Canada Post Corporation is 25 years old on October 16, 2006. CUPW does not want to let this day go by
without reflecting on the last twenty-five years and planning for the next. The union has prepared a document
called Our Vision of the Post Office to help initiate a much-needed public discussion on the future
of our public post office.
Your local will distribute this document on October 16th, and some locals will conduct actions or
discussions in conjunction with Canada Post's 25th anniversary.
Our vision - a truly public post office
On October 16, 1981, Parliament passed the Canada Post Corporation Act (CPC Act)
creating Canada Post as a Crown corporation and mandating it to provide basic customary postal service while
improving service, operating on a financially self-sustaining basis and balancing the objectives of the
corporation with the needs of its employees, most of them CUPW members.
Unfortunately, it appears that Canada Post has a different understanding of its mandate. Canada Post's
president has repeatedly stated that Canada Post is a commercial enterprise and that the corporation has a
business mandate.
A great deal has changed in the last quarter century. But has Canada Post become a commercial enterprise
or is it a public corporation? What does it need to do to meet the challenges it faces? Canada Post's
anniversary gives us an opportunity to address these questions and others. Did we really build our public
post office for Canada Post's top 200 customers?
What about the rest of us? The people who built and paid for our public post office. Don't we matter? Haven't
CUPW members helped Canada Post profit and grow? Shouldn't management acknowledge this by sharing some of the
gains ($199 million in 2005 alone)? Whatever happened to the balance between the objectives of the
corporation and the needs of employees?
Negotiations
CUPW is demanding that Canada Post balance its objectives with our needs at negotiations. This is, after
all, part of the corporation's legal mandate. The union thinks that Canada Post's 25th anniversary is the
perfect time to highlight this aspect of the corporation's mandate and our negotiations demands, especially
the demands aimed at preserving and improving public postal service and jobs:
No to contracting out
No to private franchises
Yes to CUPW-staffed public outlets
Contract in work like combined urban services and highway services
Extend door-to-door delivery
Strengthen Appendix T so that the union can contract in work and expand services
Public Campaign
As well, CUPW will spend Canada Post's 25th year campaigning for a universal, public post office that
meets the challenges of the next 25 years. The union will:
Distribute Our Vision of the Post Office and debate it with postal workers and the public
Raise our concerns about the future of public postal service and jobs with members of Parliament.
Submit resolutions to town and city councils
Talk to editorial boards
Ask newspapers to print CUPW's opinion piece: Did we build our public post office for 200
customers?
I would like to encourage everyone to participate in actions that your local undertakes on October 16th.
And don't forget to vote in the CUPW online poll about investing in public postal service at www.cupw-sttp.org. The poll question is at the bottom right hand side of
the website. We want to hear from you.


Task objective: Lines that contain "resistor" are to be copied from the material, every one of them.

Records to process:
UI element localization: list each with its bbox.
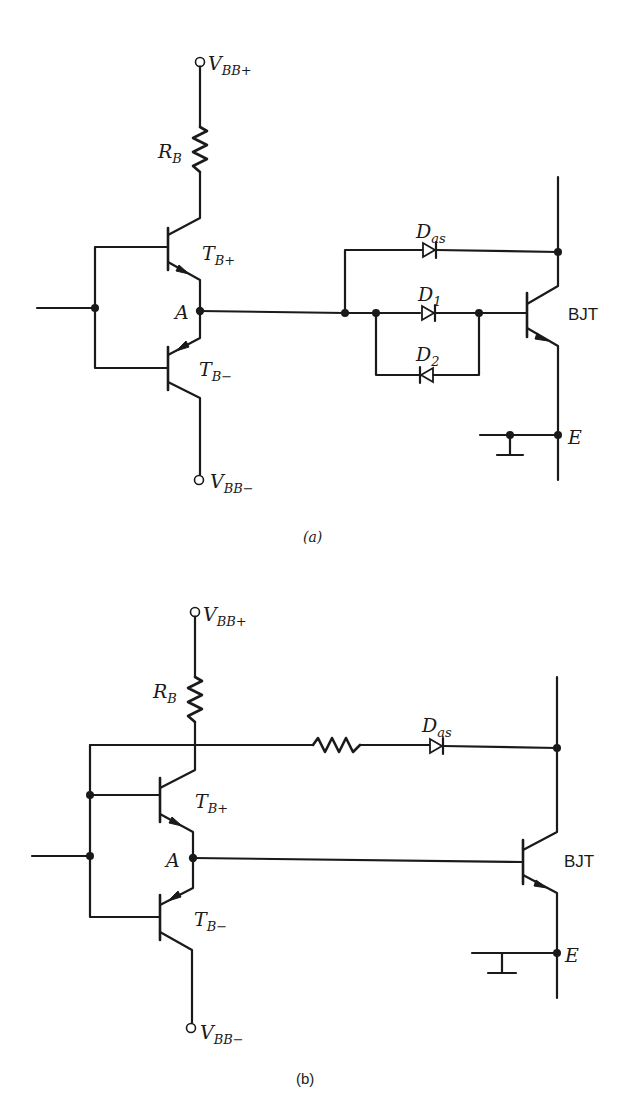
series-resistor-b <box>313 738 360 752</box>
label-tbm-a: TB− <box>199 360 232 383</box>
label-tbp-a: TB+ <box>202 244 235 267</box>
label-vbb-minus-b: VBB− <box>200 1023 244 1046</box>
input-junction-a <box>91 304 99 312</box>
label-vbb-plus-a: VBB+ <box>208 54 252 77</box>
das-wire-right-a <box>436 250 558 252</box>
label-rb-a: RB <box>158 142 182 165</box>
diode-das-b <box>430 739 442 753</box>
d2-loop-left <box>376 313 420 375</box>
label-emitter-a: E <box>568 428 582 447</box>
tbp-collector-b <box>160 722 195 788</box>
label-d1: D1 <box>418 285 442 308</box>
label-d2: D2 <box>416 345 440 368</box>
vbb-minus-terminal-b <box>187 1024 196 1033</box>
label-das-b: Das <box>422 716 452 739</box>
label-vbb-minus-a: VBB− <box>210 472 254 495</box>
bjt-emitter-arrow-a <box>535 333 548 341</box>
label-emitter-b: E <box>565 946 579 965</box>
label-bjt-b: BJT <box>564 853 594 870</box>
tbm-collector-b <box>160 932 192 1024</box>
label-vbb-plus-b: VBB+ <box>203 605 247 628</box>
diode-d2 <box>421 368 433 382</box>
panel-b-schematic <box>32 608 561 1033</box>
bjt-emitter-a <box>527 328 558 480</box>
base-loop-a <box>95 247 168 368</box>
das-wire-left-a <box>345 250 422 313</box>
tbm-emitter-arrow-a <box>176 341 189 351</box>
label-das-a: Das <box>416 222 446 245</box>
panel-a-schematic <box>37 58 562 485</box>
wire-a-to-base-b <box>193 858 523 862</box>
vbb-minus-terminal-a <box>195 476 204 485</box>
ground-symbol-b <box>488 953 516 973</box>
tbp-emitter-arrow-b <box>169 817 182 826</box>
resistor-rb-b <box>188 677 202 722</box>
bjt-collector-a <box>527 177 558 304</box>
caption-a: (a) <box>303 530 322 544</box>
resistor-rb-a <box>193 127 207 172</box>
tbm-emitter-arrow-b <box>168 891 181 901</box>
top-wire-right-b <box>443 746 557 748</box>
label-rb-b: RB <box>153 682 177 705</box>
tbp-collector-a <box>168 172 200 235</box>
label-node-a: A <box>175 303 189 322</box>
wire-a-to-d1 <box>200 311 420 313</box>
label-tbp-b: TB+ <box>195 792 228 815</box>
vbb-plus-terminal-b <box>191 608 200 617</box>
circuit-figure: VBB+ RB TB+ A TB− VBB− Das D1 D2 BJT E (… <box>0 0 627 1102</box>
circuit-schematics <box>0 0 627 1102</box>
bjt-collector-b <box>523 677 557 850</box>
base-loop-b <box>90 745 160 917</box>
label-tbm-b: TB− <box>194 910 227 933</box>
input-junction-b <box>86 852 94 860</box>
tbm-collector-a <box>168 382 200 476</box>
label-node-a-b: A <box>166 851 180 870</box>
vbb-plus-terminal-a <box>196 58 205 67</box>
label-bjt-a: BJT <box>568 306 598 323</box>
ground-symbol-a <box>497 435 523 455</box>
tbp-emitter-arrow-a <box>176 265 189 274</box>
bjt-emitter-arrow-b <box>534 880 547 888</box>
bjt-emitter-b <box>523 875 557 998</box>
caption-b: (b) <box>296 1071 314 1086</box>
---
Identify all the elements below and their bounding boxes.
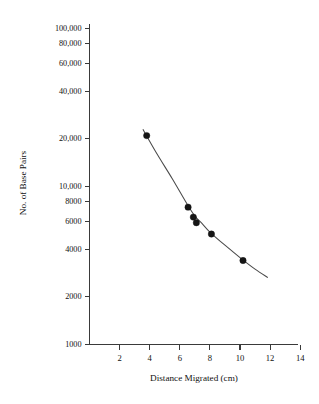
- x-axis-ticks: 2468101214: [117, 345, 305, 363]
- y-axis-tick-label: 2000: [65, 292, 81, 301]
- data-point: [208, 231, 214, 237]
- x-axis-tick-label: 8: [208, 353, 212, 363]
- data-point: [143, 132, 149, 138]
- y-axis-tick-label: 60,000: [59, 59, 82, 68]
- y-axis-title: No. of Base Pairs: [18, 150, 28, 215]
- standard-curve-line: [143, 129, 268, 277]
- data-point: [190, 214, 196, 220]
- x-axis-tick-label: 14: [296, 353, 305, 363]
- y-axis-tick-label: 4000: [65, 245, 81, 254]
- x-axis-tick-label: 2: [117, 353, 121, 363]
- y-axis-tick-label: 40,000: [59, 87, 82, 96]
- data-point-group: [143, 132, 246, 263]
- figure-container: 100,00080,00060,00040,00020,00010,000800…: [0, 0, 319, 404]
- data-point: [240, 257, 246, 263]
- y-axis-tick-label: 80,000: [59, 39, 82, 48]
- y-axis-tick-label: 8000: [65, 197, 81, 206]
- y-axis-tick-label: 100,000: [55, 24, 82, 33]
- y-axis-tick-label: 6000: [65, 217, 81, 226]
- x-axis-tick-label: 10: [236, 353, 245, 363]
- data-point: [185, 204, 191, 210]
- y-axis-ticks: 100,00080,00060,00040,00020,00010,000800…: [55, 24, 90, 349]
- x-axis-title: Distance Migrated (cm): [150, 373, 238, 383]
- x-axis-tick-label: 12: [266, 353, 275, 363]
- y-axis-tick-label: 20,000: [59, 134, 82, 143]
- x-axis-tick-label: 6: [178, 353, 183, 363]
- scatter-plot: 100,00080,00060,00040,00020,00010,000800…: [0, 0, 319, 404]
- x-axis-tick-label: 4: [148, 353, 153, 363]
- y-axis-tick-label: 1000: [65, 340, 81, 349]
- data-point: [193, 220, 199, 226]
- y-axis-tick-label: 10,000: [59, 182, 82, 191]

Task result:
series-resistor-b <box>313 738 360 752</box>
resistor-rb-b <box>188 677 202 722</box>
resistor-rb-a <box>193 127 207 172</box>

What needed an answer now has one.